Calendar
Overall reception & use cases
- Many commenters like the clean, single-page, year-at-a-glance layout.
- Popular use cases: habit tracking (gym, reading, diet), family scheduling, “big picture” yearly planning, and even novelty gifts (e.g., highlighting one special date).
- Some appreciate that it’s deliberately “boring” and minimal, valuing it as a printable analogue complement to digital tools.
Layout, readability, and feature requests
- Several people find the day cells too small for handwriting and ask for options: 1–3 months per page, quarterly layouts, or multi-page spreads.
- Requests to align weekends across months are frequent; the
layout=aligned-weekdaysmode is highlighted as a partial answer. - Confusion over single-letter weekday abbreviations (T/T and S/S) leads to suggestions: two-letter abbreviations, using “R” for Thursday, or entirely different naming systems.
- Some want localization options for month/day names and support for different weekend definitions (
sofshavua=1for Fri–Sat).
Printing behavior & technical issues
- A recurring complaint: the large info modal cannot be closed in some browsers; users learn it disappears in print preview, which seems unintuitive to some.
- Reports of margins being off or rows cut off, especially in Firefox and with minimum font-size settings; some suggest SVG or PDF output for more predictable results.
- Android Chrome printing errors are reported; Firefox on Android works better for at least one user.
- Several comments spin off into technical discussion of print CSS, browser quirks, and when HTML+CSS is vs. isn’t suitable for precise layout.
Variants, forks, and alternative tools
- Multiple similar tools are shared: aligned-weekday layouts, “Hallon-almanackan”-style Swedish calendars, Danish/Scandinavian PDF generators, a collaborative web calendar, and an enhanced JavaScript clone with URL parameters and localization presets.
- Others mention using Google Sheets or large physical dry-erase wall calendars to achieve a similar “big year” overview.
- A few promote more granular planners (one-page-per-day apps) as a contrasting philosophy.
Analogue vs digital & meta discussion
- Debate arises over the value of paper vs cloud calendars: some see paper as obsolete, others cite cognitive and focus benefits of handwriting.
- There’s broader reflection on productivity systems—some rely on detailed planning tools; others describe simplifying routines and abandoning complex systems.
- One commenter dismisses the tool as unnecessary “YAGNI”; others counter that simple, tangible aids still solve real problems for many people.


**To do**
Write out the listing below character for character, though without its pictures.

** Records provided follows **

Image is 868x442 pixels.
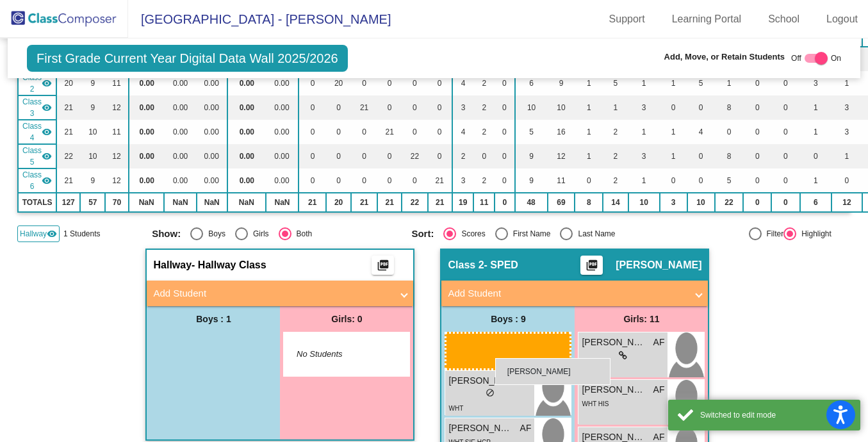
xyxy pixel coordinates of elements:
[582,335,645,349] span: [PERSON_NAME]
[377,144,402,168] td: 0
[56,71,80,95] td: 20
[521,374,531,388] span: AF
[575,144,603,168] td: 1
[105,71,129,95] td: 11
[326,95,351,120] td: 0
[428,95,452,120] td: 0
[326,168,351,193] td: 0
[105,193,129,212] td: 70
[515,71,547,95] td: 6
[326,193,351,212] td: 20
[452,95,474,120] td: 3
[197,168,228,193] td: 0.00
[495,95,515,120] td: 0
[228,168,266,193] td: 0.00
[473,71,495,95] td: 2
[23,144,42,168] span: Class 5
[495,144,515,168] td: 0
[23,169,42,192] span: Class 6
[18,120,56,144] td: Kelsey Laird - SPED
[797,227,831,239] div: Highlight
[351,193,377,212] td: 21
[688,168,715,193] td: 0
[771,193,800,212] td: 0
[515,95,547,120] td: 10
[197,120,228,144] td: 0.00
[715,71,743,95] td: 1
[377,168,402,193] td: 0
[402,120,428,144] td: 0
[146,281,413,306] mat-expansion-panel-header: Add Student
[197,95,228,120] td: 0.00
[402,71,428,95] td: 0
[375,259,391,277] mat-icon: picture_as_pdf
[582,366,597,373] span: WHT
[80,71,105,95] td: 9
[80,120,105,144] td: 10
[743,120,771,144] td: 0
[582,383,645,397] span: [PERSON_NAME]
[18,168,56,193] td: Sarah Lang - EL
[758,9,810,30] a: School
[771,120,800,144] td: 0
[105,95,129,120] td: 12
[299,168,326,193] td: 0
[129,193,164,212] td: NaN
[791,52,802,64] span: Off
[428,193,452,212] td: 21
[800,193,831,212] td: 6
[56,144,80,168] td: 22
[599,9,655,30] a: Support
[105,144,129,168] td: 12
[660,71,688,95] td: 1
[151,227,402,240] mat-radio-group: Select an option
[573,227,615,239] div: Last Name
[153,259,192,271] span: Hallway
[452,71,474,95] td: 4
[715,193,743,212] td: 22
[23,121,42,143] span: Class 4
[56,193,80,212] td: 127
[402,95,428,120] td: 0
[18,71,56,95] td: Ashleigh Ferguson - SPED
[580,255,603,275] button: Print Students Details
[18,193,56,212] td: TOTALS
[771,95,800,120] td: 0
[42,151,51,161] mat-icon: visibility
[688,144,715,168] td: 0
[80,144,105,168] td: 10
[653,383,665,397] span: AF
[452,144,474,168] td: 2
[547,120,575,144] td: 16
[688,193,715,212] td: 10
[603,193,628,212] td: 14
[547,95,575,120] td: 10
[715,120,743,144] td: 0
[42,103,51,113] mat-icon: visibility
[547,71,575,95] td: 9
[164,71,196,95] td: 0.00
[292,227,313,239] div: Both
[20,227,47,239] span: Hallway
[515,120,547,144] td: 5
[129,120,164,144] td: 0.00
[771,71,800,95] td: 0
[575,168,603,193] td: 0
[452,120,474,144] td: 4
[628,168,660,193] td: 1
[447,286,686,301] mat-panel-title: Add Student
[351,144,377,168] td: 0
[23,71,42,95] span: Class 2
[105,120,129,144] td: 11
[495,193,515,212] td: 0
[80,168,105,193] td: 9
[800,95,831,120] td: 1
[412,227,434,239] span: Sort:
[662,9,752,30] a: Learning Portal
[299,71,326,95] td: 0
[743,144,771,168] td: 0
[495,71,515,95] td: 0
[603,168,628,193] td: 2
[80,95,105,120] td: 9
[266,71,299,95] td: 0.00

** End of Records provided **

**Output of the exercise**
Image is 868x442 pixels.
xyxy pixel coordinates of elements:
[582,335,645,349] span: [PERSON_NAME]
[377,144,402,168] td: 0
[56,71,80,95] td: 20
[521,374,531,388] span: AF
[575,144,603,168] td: 1
[105,71,129,95] td: 11
[326,95,351,120] td: 0
[428,95,452,120] td: 0
[326,168,351,193] td: 0
[105,193,129,212] td: 70
[515,71,547,95] td: 6
[326,193,351,212] td: 20
[452,95,474,120] td: 3
[197,168,228,193] td: 0.00
[495,95,515,120] td: 0
[228,168,266,193] td: 0.00
[473,71,495,95] td: 2
[23,144,42,168] span: Class 5
[495,144,515,168] td: 0
[23,169,42,192] span: Class 6
[18,120,56,144] td: Kelsey Laird - SPED
[797,227,831,239] div: Highlight
[351,193,377,212] td: 21
[688,168,715,193] td: 0
[771,193,800,212] td: 0
[515,95,547,120] td: 10
[197,120,228,144] td: 0.00
[715,71,743,95] td: 1
[377,168,402,193] td: 0
[402,120,428,144] td: 0
[146,281,413,306] mat-expansion-panel-header: Add Student
[197,95,228,120] td: 0.00
[402,71,428,95] td: 0
[375,259,391,277] mat-icon: picture_as_pdf
[582,366,597,373] span: WHT
[80,71,105,95] td: 9
[80,120,105,144] td: 10
[743,120,771,144] td: 0
[582,383,645,397] span: [PERSON_NAME]
[18,168,56,193] td: Sarah Lang - EL
[758,9,810,30] a: School
[771,120,800,144] td: 0
[105,95,129,120] td: 12
[299,168,326,193] td: 0
[129,193,164,212] td: NaN
[791,52,802,64] span: Off
[428,193,452,212] td: 21
[800,193,831,212] td: 6
[56,144,80,168] td: 22
[599,9,655,30] a: Support
[105,144,129,168] td: 12
[660,71,688,95] td: 1
[151,227,402,240] mat-radio-group: Select an option
[573,227,615,239] div: Last Name
[153,259,192,271] span: Hallway
[452,71,474,95] td: 4
[715,193,743,212] td: 22
[23,121,42,143] span: Class 4
[56,193,80,212] td: 127
[402,95,428,120] td: 0
[18,71,56,95] td: Ashleigh Ferguson - SPED
[580,255,603,275] button: Print Students Details
[18,193,56,212] td: TOTALS
[771,95,800,120] td: 0
[42,151,51,161] mat-icon: visibility
[688,144,715,168] td: 0
[80,144,105,168] td: 10
[653,383,665,397] span: AF
[452,144,474,168] td: 2
[547,120,575,144] td: 16
[688,193,715,212] td: 10
[603,193,628,212] td: 14
[547,95,575,120] td: 10
[715,120,743,144] td: 0
[42,103,51,113] mat-icon: visibility
[547,71,575,95] td: 9
[164,71,196,95] td: 0.00
[292,227,313,239] div: Both
[20,227,47,239] span: Hallway
[515,120,547,144] td: 5
[129,120,164,144] td: 0.00
[771,71,800,95] td: 0
[575,168,603,193] td: 0
[452,120,474,144] td: 4
[628,168,660,193] td: 1
[447,286,686,301] mat-panel-title: Add Student
[351,144,377,168] td: 0
[23,71,42,95] span: Class 2
[105,120,129,144] td: 11
[495,193,515,212] td: 0
[80,168,105,193] td: 9
[800,95,831,120] td: 1
[412,227,434,239] span: Sort:
[662,9,752,30] a: Learning Portal
[299,71,326,95] td: 0
[743,144,771,168] td: 0
[495,71,515,95] td: 0
[603,168,628,193] td: 2
[80,95,105,120] td: 9
[266,71,299,95] td: 0.00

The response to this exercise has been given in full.